Kathleen (Kate) Leslie is an Assistant Professor in the Faculty of Health Disciplines at Athabasca University and an Adjunct Assistant Professor in the School of Health Studies at Western University. Kate is a registered nurse and lawyer whose research interests include professional regulation. Her current research projects focus on mandatory reporting obligations of health professionals, international comparisons of regulated scopes of practice, and qualitative case studies examining health professional regulatory reform.
Gayle Halas is an Assistant Professor and Rady Chair in Interprofessional Collaborative Practice at the University of Manitoba,Rady Faculty of Health Sciences. Her research focuses on team-based primary health care, and the communication and interactions that enable collaborative practice, particularly for addressing complex needs and care. Her current research explores patient/public/caregiver experiences of team-based care, and transitions in care that are informed by stakeholder experiences and perspectives.
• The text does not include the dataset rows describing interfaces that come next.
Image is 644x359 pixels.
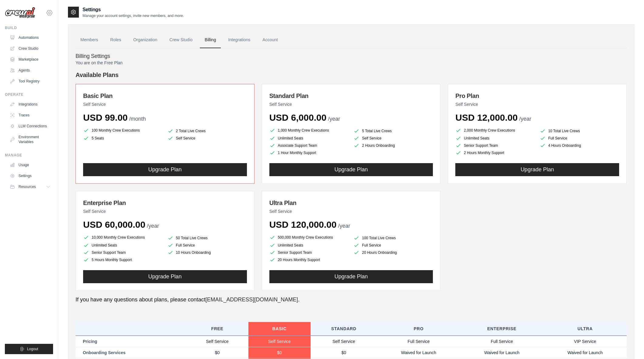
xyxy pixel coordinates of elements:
[7,99,53,109] a: Integrations
[456,127,534,134] li: 2,000 Monthly Crew Executions
[27,347,38,352] span: Logout
[167,250,247,255] li: 10 Hours Onboarding
[613,330,644,359] div: Chat Widget
[269,242,349,248] li: Unlimited Seats
[165,32,197,48] a: Crew Studio
[460,336,543,347] td: Full Service
[83,220,145,230] span: USD 60,000.00
[75,71,626,79] h4: Available Plans
[7,160,53,170] a: Usage
[83,208,247,215] p: Self Service
[83,112,128,123] span: USD 99.00
[338,223,350,229] span: /year
[83,91,247,100] h3: Basic Plan
[186,336,248,347] td: Self Service
[83,242,163,248] li: Unlimited Seats
[377,336,460,347] td: Full Service
[5,26,53,31] div: Build
[7,171,53,181] a: Settings
[200,32,221,48] a: Billing
[456,142,534,149] li: Senior Support Team
[7,66,53,75] a: Agents
[223,32,255,48] a: Integrations
[269,150,349,156] li: 1 Hour Monthly Support
[147,223,159,229] span: /year
[269,270,433,283] button: Upgrade Plan
[269,112,326,123] span: USD 6,000.00
[269,127,349,134] li: 1,000 Monthly Crew Executions
[540,128,619,134] li: 10 Total Live Crews
[83,250,163,255] li: Senior Support Team
[75,53,626,60] h4: Billing Settings
[353,128,433,134] li: 5 Total Live Crews
[269,250,349,255] li: Senior Support Team
[248,347,310,358] td: $0
[269,91,433,100] h3: Standard Plan
[75,60,626,66] p: You are on the Free Plan
[353,142,433,149] li: 2 Hours Onboarding
[258,32,283,48] a: Account
[167,128,247,134] li: 2 Total Live Crews
[7,182,53,192] button: Resources
[186,347,248,358] td: $0
[83,135,163,142] li: 5 Seats
[5,153,53,158] div: Manage
[540,135,619,142] li: Full Service
[18,185,36,189] span: Resources
[167,242,247,248] li: Full Service
[83,163,247,176] button: Upgrade Plan
[456,112,518,123] span: USD 12,000.00
[269,208,433,215] p: Self Service
[7,33,53,42] a: Automations
[75,336,186,347] td: Pricing
[83,127,163,134] li: 100 Monthly Crew Executions
[83,13,184,18] p: Manage your account settings, invite new members, and more.
[353,242,433,248] li: Full Service
[353,250,433,255] li: 20 Hours Onboarding
[269,198,433,207] h3: Ultra Plan
[269,101,433,107] p: Self Service
[248,336,310,347] td: Self Service
[310,347,377,358] td: $0
[7,55,53,64] a: Marketplace
[248,322,310,336] th: Basic
[328,116,340,122] span: /year
[269,233,349,241] li: 500,000 Monthly Crew Executions
[167,235,247,241] li: 50 Total Live Crews
[377,347,460,358] td: Waived for Launch
[83,257,163,263] li: 5 Hours Monthly Support
[460,322,543,336] th: Enterprise
[83,233,163,241] li: 10,000 Monthly Crew Executions
[7,77,53,86] a: Tool Registry
[310,336,377,347] td: Self Service
[75,347,186,358] td: Onboarding Services
[269,257,349,263] li: 20 Hours Monthly Support
[269,142,349,149] li: Associate Support Team
[353,135,433,142] li: Self Service
[105,32,126,48] a: Roles
[310,322,377,336] th: Standard
[83,270,247,283] button: Upgrade Plan
[205,296,298,303] a: [EMAIL_ADDRESS][DOMAIN_NAME]
[544,347,626,358] td: Waived for Launch
[519,116,531,122] span: /year
[456,135,534,142] li: Unlimited Seats
[129,32,162,48] a: Organization
[5,7,35,18] img: Logo
[7,132,53,147] a: Environment Variables
[5,344,53,354] button: Logout
[83,101,247,107] p: Self Service
[7,121,53,131] a: LLM Connections
[129,116,146,122] span: /month
[544,322,626,336] th: Ultra
[456,163,619,176] button: Upgrade Plan
[75,296,626,304] p: If you have any questions about plans, please contact .
[7,110,53,120] a: Traces
[377,322,460,336] th: Pro
[83,6,184,13] h2: Settings
[544,336,626,347] td: VIP Service
[7,44,53,53] a: Crew Studio
[83,198,247,207] h3: Enterprise Plan
[167,135,247,142] li: Self Service
[456,101,619,107] p: Self Service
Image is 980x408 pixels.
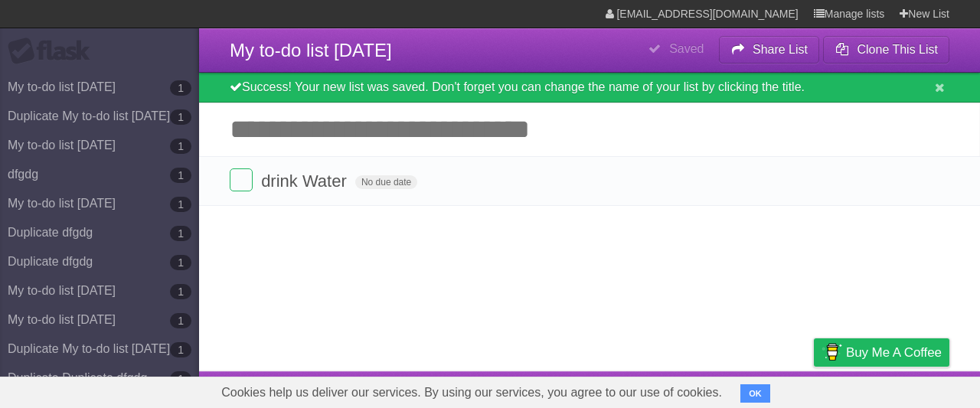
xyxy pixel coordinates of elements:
[199,73,980,102] div: Success! Your new list was saved. Don't forget you can change the name of your list by clicking t...
[857,43,937,56] b: Clone This List
[823,36,949,64] button: Clone This List
[170,284,191,299] b: 1
[753,43,808,56] b: Share List
[845,339,941,366] span: Buy me a coffee
[230,169,252,191] label: Done
[206,377,737,408] span: Cookies help us deliver our services. By using our services, you agree to our use of cookies.
[7,38,99,65] div: Flask
[170,110,191,125] b: 1
[610,375,642,404] a: About
[170,372,191,387] b: 1
[821,339,842,365] img: Buy me a coffee
[170,139,191,154] b: 1
[170,197,191,212] b: 1
[719,36,820,64] button: Share List
[740,385,770,403] button: OK
[170,226,191,241] b: 1
[230,40,392,60] span: My to-do list [DATE]
[261,172,351,190] span: drink Water
[170,81,191,96] b: 1
[170,168,191,183] b: 1
[170,255,191,270] b: 1
[741,375,775,404] a: Terms
[661,375,723,404] a: Developers
[814,339,949,367] a: Buy me a coffee
[794,375,833,404] a: Privacy
[355,175,417,189] span: No due date
[170,343,191,358] b: 1
[669,42,704,55] b: Saved
[853,375,949,404] a: Suggest a feature
[170,313,191,328] b: 1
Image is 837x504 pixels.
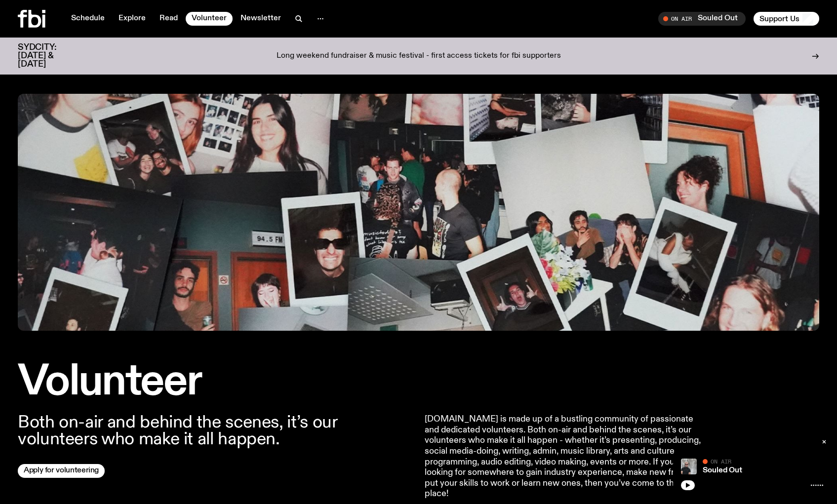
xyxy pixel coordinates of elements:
[113,12,152,26] a: Explore
[711,458,731,465] span: On Air
[154,12,184,26] a: Read
[17,43,81,68] h3: SYDCITY: [DATE] & [DATE]
[760,14,799,23] span: Support Us
[235,12,287,26] a: Newsletter
[17,363,413,402] h1: Volunteer
[703,466,743,474] a: Souled Out
[277,52,561,61] p: Long weekend fundraiser & music festival - first access tickets for fbi supporters
[17,465,105,478] a: Apply for volunteering
[658,12,746,26] button: On AirSouled Out
[17,415,413,448] p: Both on-air and behind the scenes, it’s our volunteers who make it all happen.
[65,12,111,26] a: Schedule
[186,12,233,26] a: Volunteer
[17,94,820,331] img: A collage of photographs and polaroids showing FBI volunteers.
[754,12,820,26] button: Support Us
[681,459,697,474] img: Stephen looks directly at the camera, wearing a black tee, black sunglasses and headphones around...
[425,415,709,500] p: [DOMAIN_NAME] is made up of a bustling community of passionate and dedicated volunteers. Both on-...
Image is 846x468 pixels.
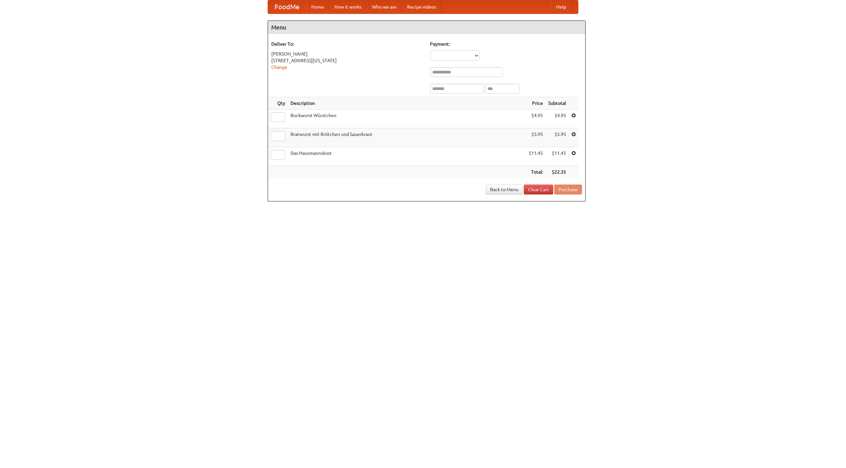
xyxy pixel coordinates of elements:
[402,0,442,14] a: Recipe videos
[526,128,546,147] td: $5.95
[268,97,288,109] th: Qty
[367,0,402,14] a: Who we are
[306,0,329,14] a: Home
[329,0,367,14] a: How it works
[546,166,569,178] th: $22.35
[271,41,424,47] h5: Deliver To:
[288,97,526,109] th: Description
[271,57,424,64] div: [STREET_ADDRESS][US_STATE]
[546,97,569,109] th: Subtotal
[271,51,424,57] div: [PERSON_NAME]
[526,147,546,166] td: $11.45
[551,0,572,14] a: Help
[288,128,526,147] td: Bratwurst mit Brötchen und Sauerkraut
[546,128,569,147] td: $5.95
[271,64,287,70] a: Change
[524,184,553,194] a: Clear Cart
[526,97,546,109] th: Price
[546,109,569,128] td: $4.95
[430,41,582,47] h5: Payment:
[288,109,526,128] td: Bockwurst Würstchen
[288,147,526,166] td: Das Hausmannskost
[486,184,523,194] a: Back to Menu
[268,21,586,34] h4: Menu
[554,184,582,194] button: Purchase
[268,0,306,14] a: FoodMe
[526,166,546,178] th: Total:
[546,147,569,166] td: $11.45
[526,109,546,128] td: $4.95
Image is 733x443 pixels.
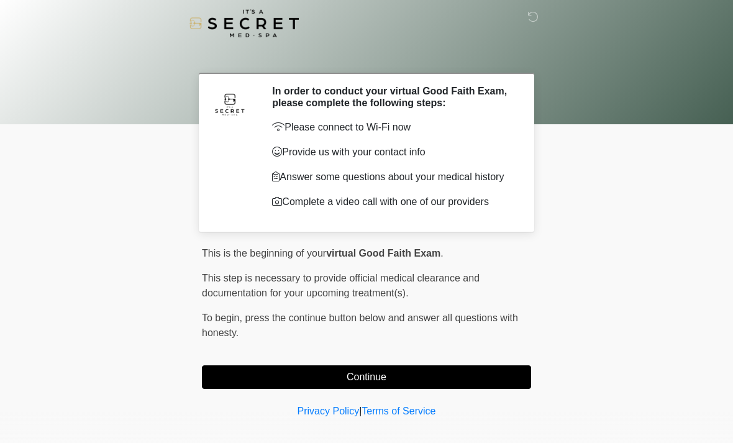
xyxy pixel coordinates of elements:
a: | [359,406,362,416]
p: Complete a video call with one of our providers [272,194,513,209]
span: This step is necessary to provide official medical clearance and documentation for your upcoming ... [202,273,480,298]
button: Continue [202,365,531,389]
span: . [441,248,443,258]
p: Please connect to Wi-Fi now [272,120,513,135]
img: Agent Avatar [211,85,249,122]
span: This is the beginning of your [202,248,326,258]
strong: virtual Good Faith Exam [326,248,441,258]
img: It's A Secret Med Spa Logo [189,9,299,37]
span: To begin, [202,313,245,323]
span: press the continue button below and answer all questions with honesty. [202,313,518,338]
h2: In order to conduct your virtual Good Faith Exam, please complete the following steps: [272,85,513,109]
p: Provide us with your contact info [272,145,513,160]
p: Answer some questions about your medical history [272,170,513,185]
h1: ‎ ‎ [193,45,541,68]
a: Terms of Service [362,406,436,416]
a: Privacy Policy [298,406,360,416]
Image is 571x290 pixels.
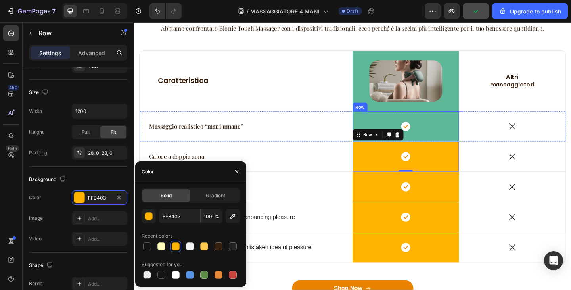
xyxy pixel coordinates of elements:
[16,175,82,184] div: Rich Text Editor. Editing area: main
[383,56,440,73] p: Altri massaggiatori
[544,251,563,270] div: Open Intercom Messenger
[78,49,105,57] p: Advanced
[17,241,194,249] p: But I must explain to you how all this mistaken idea of pleasure
[29,280,44,287] div: Border
[17,142,77,151] p: Calore a doppia zona
[7,3,469,11] p: Abbiamo confrontato Bionic Touch Massager con i dispositivi tradizionali: ecco perché è la scelta...
[161,192,172,199] span: Solid
[29,194,41,201] div: Color
[3,3,59,19] button: 7
[8,84,19,91] div: 450
[142,232,173,240] div: Recent colors
[29,235,42,242] div: Video
[29,128,44,136] div: Height
[25,58,219,70] div: Rich Text Editor. Editing area: main
[88,280,125,288] div: Add...
[38,28,106,38] p: Row
[248,119,261,126] div: Row
[382,55,441,73] div: Rich Text Editor. Editing area: main
[250,7,320,15] span: MASSAGGIATORE 4 MANI
[52,6,56,16] p: 7
[499,7,561,15] div: Upgrade to publish
[72,104,127,118] input: Auto
[240,89,253,96] div: Row
[142,168,154,175] div: Color
[256,42,336,87] img: gempages_580028468054458964-0b7c6e09-bba7-4584-a9a0-a795533e1888.jpg
[16,142,78,151] div: Rich Text Editor. Editing area: main
[29,149,47,156] div: Padding
[17,109,119,117] strong: Massaggio realistico “mani umane”
[134,22,571,290] iframe: Design area
[26,59,218,69] p: Caratteristica
[29,174,67,185] div: Background
[16,109,120,119] div: Rich Text Editor. Editing area: main
[142,261,182,268] div: Suggested for you
[17,208,175,217] p: But I must explain to you how all of denouncing pleasure
[88,215,125,222] div: Add...
[88,150,125,157] div: 28, 0, 28, 0
[29,260,54,271] div: Shape
[206,192,225,199] span: Gradient
[150,3,182,19] div: Undo/Redo
[247,7,249,15] span: /
[82,128,90,136] span: Full
[159,209,200,223] input: Eg: FFFFFF
[29,87,50,98] div: Size
[17,175,81,184] p: 12 giorni di autonomia
[347,8,359,15] span: Draft
[215,213,219,220] span: %
[88,236,125,243] div: Add...
[29,107,42,115] div: Width
[88,194,111,201] div: FFB403
[111,128,116,136] span: Fit
[6,145,19,151] div: Beta
[6,2,470,12] div: Rich Text Editor. Editing area: main
[29,215,43,222] div: Image
[39,49,61,57] p: Settings
[492,3,568,19] button: Upgrade to publish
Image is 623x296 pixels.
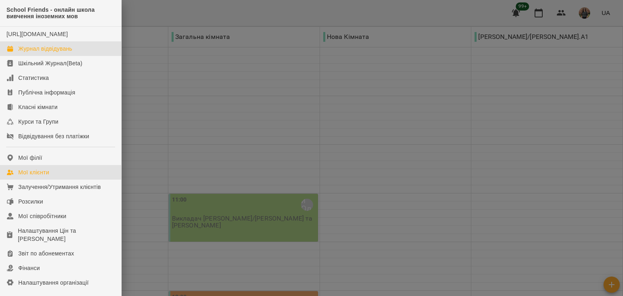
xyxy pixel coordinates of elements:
[18,103,58,111] div: Класні кімнати
[18,132,89,140] div: Відвідування без платіжки
[18,118,58,126] div: Курси та Групи
[18,279,89,287] div: Налаштування організації
[18,74,49,82] div: Статистика
[18,212,67,220] div: Мої співробітники
[6,31,68,37] a: [URL][DOMAIN_NAME]
[18,183,101,191] div: Залучення/Утримання клієнтів
[18,88,75,97] div: Публічна інформація
[18,45,72,53] div: Журнал відвідувань
[18,154,42,162] div: Мої філії
[18,198,43,206] div: Розсилки
[18,168,49,177] div: Мої клієнти
[18,250,74,258] div: Звіт по абонементах
[18,227,115,243] div: Налаштування Цін та [PERSON_NAME]
[18,264,40,272] div: Фінанси
[18,59,82,67] div: Шкільний Журнал(Beta)
[6,6,115,20] span: School Friends - онлайн школа вивчення іноземних мов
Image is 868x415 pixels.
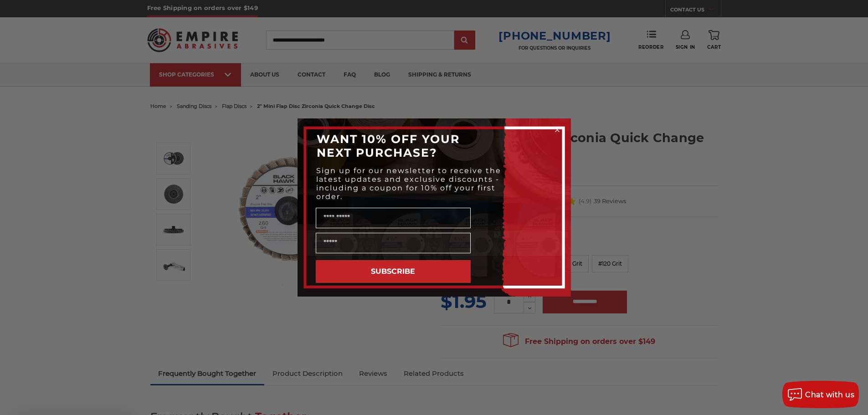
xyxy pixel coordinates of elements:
button: SUBSCRIBE [316,260,470,283]
input: Email [316,233,470,253]
span: Chat with us [805,390,854,399]
button: Close dialog [553,125,561,134]
span: WANT 10% OFF YOUR NEXT PURCHASE? [316,132,459,160]
button: Chat with us [782,381,859,408]
span: Sign up for our newsletter to receive the latest updates and exclusive discounts - including a co... [316,166,501,201]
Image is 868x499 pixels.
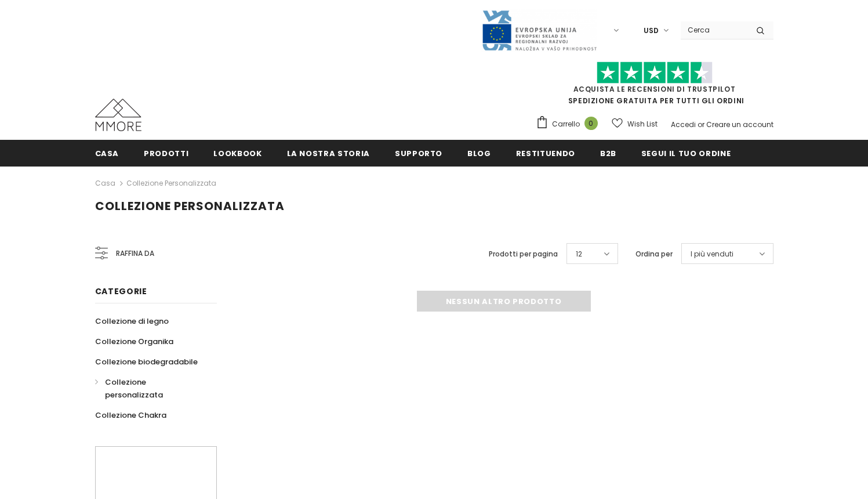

Margaret Walton-Roberts is Professor at Wilfrid Laurier University, Waterloo in the Geography and Environmental Studies Department and affiliated to the Balsillie School of International Affairs. She is an editor with Gender, Place and Culture and Studies in Social Justice. Her research interests include global migration, gender, and social and economic integration, including the labour market integration of health workers, particularly nurses.
Houssem Eddine Ben-Ahmed is a Senior Research Associate at the Canadian Health Workforce Network, University of Ottawa. His research interests focus on sustaining the nursing workforce, dismantling hegemonic and dehumanizing practices in andragogy, implementing digital learning methods, and fostering an inclusive culture in academia.
Brenda Gamble is an Associate Professor in the Faculty of Health Sciences at Ontario Tech University, and Ontario Tech University’s Principal Investigator for the Canadian Atlas of Palliative Care – Pilot Study. Brenda’s research focuses on the allied health workforce in the community/institutional settings, youth resilience, second victim experiences, and access to services in the community. A recent example of her contributions to workers in the community is illustrated by the co-development of a simulated learning experience for health workers and community members to reduce stigma related to dementia to support safe learning and work environments.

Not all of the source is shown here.